The Ingestor and the Harmoniser are two key components of the BIGG project technical architecture. Their role is to collect and make comparable data from different sources over internal BIGG standard data model.

In the BIGG project they are designed to be:

  • Efficient: engaging as less computational resources as possible.
  • Scalable and elastic: allowing more instances to run in the system on different nodes to (possibly linearly) increase the throughput; making easy to add, remove or move instances across the system.
  • Robust: coping with errors and with erroneous inputs without compromising the operation of the system.

The Ingestor is responsible to receive inbound transmissions of building data (energy consumption or production, occupancy, energy efficiency measures, etc.) to route this data internally in the system.

In the BIGG project Ingestors are designed with the following characteristics:

  • Unsolicited: actively discovering and querying devices to ingest data through configurable task
  • Solicited: passively waiting for external incoming API calls to ingest data
  • Responsive: responding in a timely manner
  • Generic and durable: managing incoming transmission in generic way, without claiming to understand what’s the nature or the content of the transmission

Due to all the different source protocols and formats (API’s, files, emails, other ESB, databases, etc.), the ingestion services are the frontend of the system designed and implemented to collect data in a generic and agnostic way.
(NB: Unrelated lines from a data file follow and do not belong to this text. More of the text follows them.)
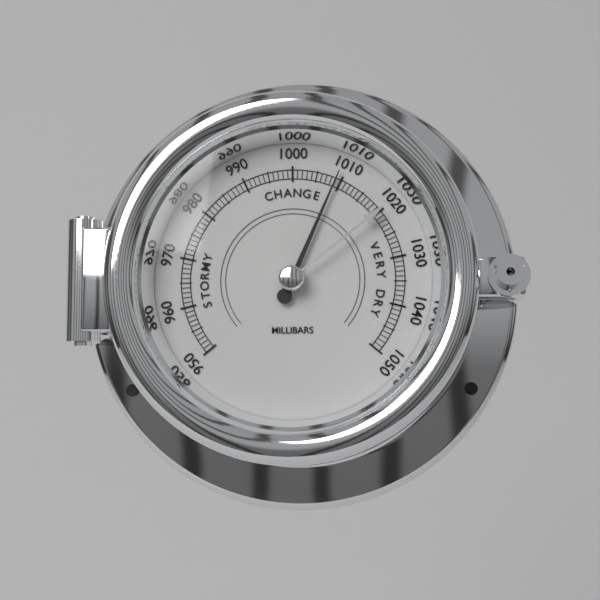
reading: 1009 mbar
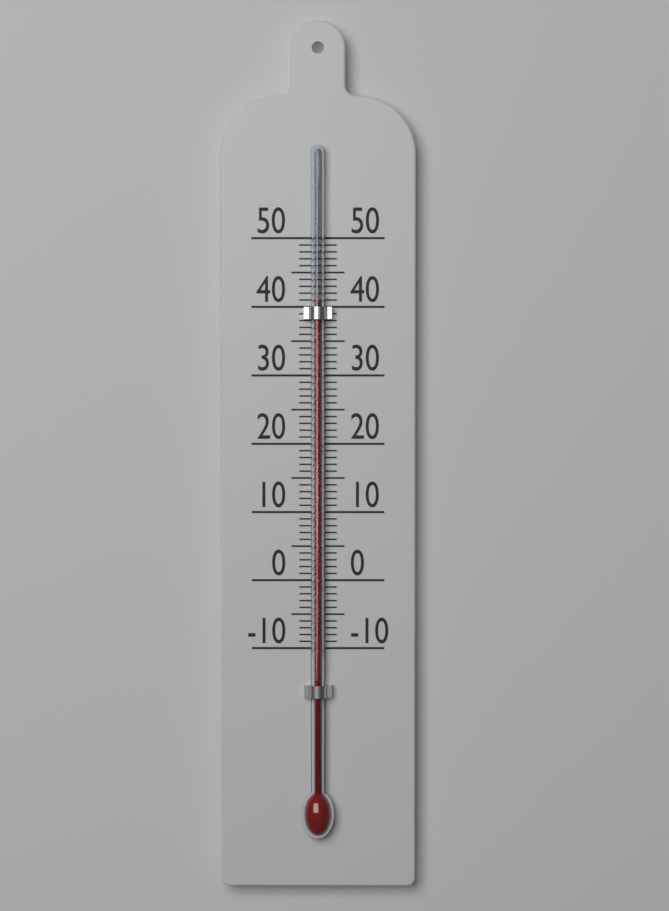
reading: 41 (no unit)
The content of the message is not manipulated but enriched with a set of metadata describing its origin, protocol, format, incoming timestamp, etc. Once this enriched message on the appropriate message broker’s topic is produced, the “adapter” component will consume it and will save it as is in the data lake repository.

The Harmoniser operate in the system as a microservice based on the “Processor” pattern. It is responsible for translating all incoming messages to a common message format so that any other component of the system can benefit of any data message in a fast and standardized way.

In the BIGG project Harmonisers are designed with the following characteristics:

  • Responsive: minimizing the latency from the incoming message to the time the message has being stored and handled by the system.
  • Maintainable and extensible: allowing to respond quickly to the market that asks for new formats of data message to be supported by the system.

The raw messages ingested and stored into the datalake will have different contents expressed in different formats: XML, JSON, CSV, Base64, plain test, etc. The Harmoniser component has the specific and very important role to translate all these different message formats into a standardized model so that all the subsequent services in the flow will be able to handle their different contents using a “common language” expressed in RDF for the static informations (buildings, catastrial data, devices, etc.) and in JSON-LD for the dynamic informations like the timeseries.

Today Ingestors and Harmonisers are actively used in BIGG use cases to feed the AI toolbox with BIGG harmonized data.